Strongly Typed Views With Mvc Contrib Part 1
— title: “Strongly Typed Views With Mvc Contrib - Part 1” date: “2009-04-30” —
Out of the box, ASP.NET MVC uses weakly typed extension methods to generate various HTML elements (inputs, check boxes, select lists, etc). By weakly typed I mean they require strings, which are actually strings based on the properties of your view model. For instance, given this view model:
public class OrderViewModel
{
public int Quantity { get; set; }
public bool ApplyDiscount { get; set; }
}
You’d generate an input box for the quantity, using the standard HTML helper extensions, like so:
<%= Html.TextBox("Quantity") %>
Ew, strings. That’s so .NET 1.1, right? With .NET 3 we get Expressions and lambdas. Now lambdas are just more concise ways to define delegates (methods you can pass around as variables), so they’re nothing really new new. Expressions, for the purposes of this post, allow you to specify, in a compile safe manner, which property you want to use for something, which can then be parsed during run-time to get the property’s string name (suffice to say Expressions can do much more and form the foundation for LINQ To SQL). For instance, what if, instead of using the above TextBox method for the quantity product, we could do this:
<%= Html.TextBox(x => x.Quantity) %>
Rest assured it’d produce the same HTML in the end while giving us the type safety we’re looking for. What do I mean by type safety? I mean you can preform a rename refactoring on Quantity and you’d also rename the usage in the view (Resharper will actually do most rename refactorings on strings too, but it’s not 100% reliable - it’s a guess at best). That means less chance of something breaking (especially something you won’t find out about until runtime when your customers are in there), which means high quality, which is just cool.

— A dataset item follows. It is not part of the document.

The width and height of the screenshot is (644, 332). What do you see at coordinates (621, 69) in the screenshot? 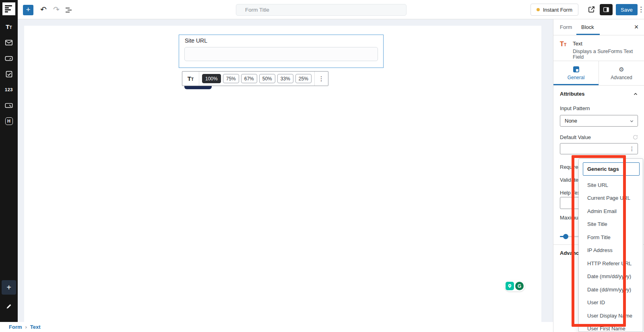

OK, so we’re aware of what a strongly typed view would look like and the benefits of it. How can we do it? Well, we can roll our own (which has been done in a few places very nicely but is quite a bit of work), we can use the basic ones provided in the MVC Futures assembly (which provide pretty much the same functionality, look, and feel as the existing ones in System.Web.Mvc but with the strong typed goodness), or we can use the ones included in the open source MVC Contrib project. This is a project that provides a lot of really nice “glue” to help out with any ASP.NET MVC project, taking advantage of many of the extensibility points built into the framework already.
Unfortunately, it looks like the latest release download doesn’t include the Fluent Html assembly (fluent html is what most people use when referring to this strong typed HTML tag output because it’s a “fluent” interface, as you’ll see shortly). You’ll need to build the project from source, so grab the latest copy at http://mvccontrib.googlecode.com/svn/trunk, then run the ClickToBuild batch file in the root folder. It’ll do it’s thing, then when it’s finished you’ll need to grab the following files in the newly created buildnet-3.5.win32-MVCContrib-release folder:
- MvcContrib.dll
- MvcContrib.pdb (optional - provides line numbers if you need to debug anything)
- MvcContrib.xml (method and parameter comments)
- MvcContrib.FluentHtml.dll
- MvcContrib.FluentHtml.pdb
- MvcContrib.FluentHtml.xml
In the next part I’ll go over the basic usage of the library, then in the third part I’ll cover some of the cooler aspects, like tying it into validation and other things.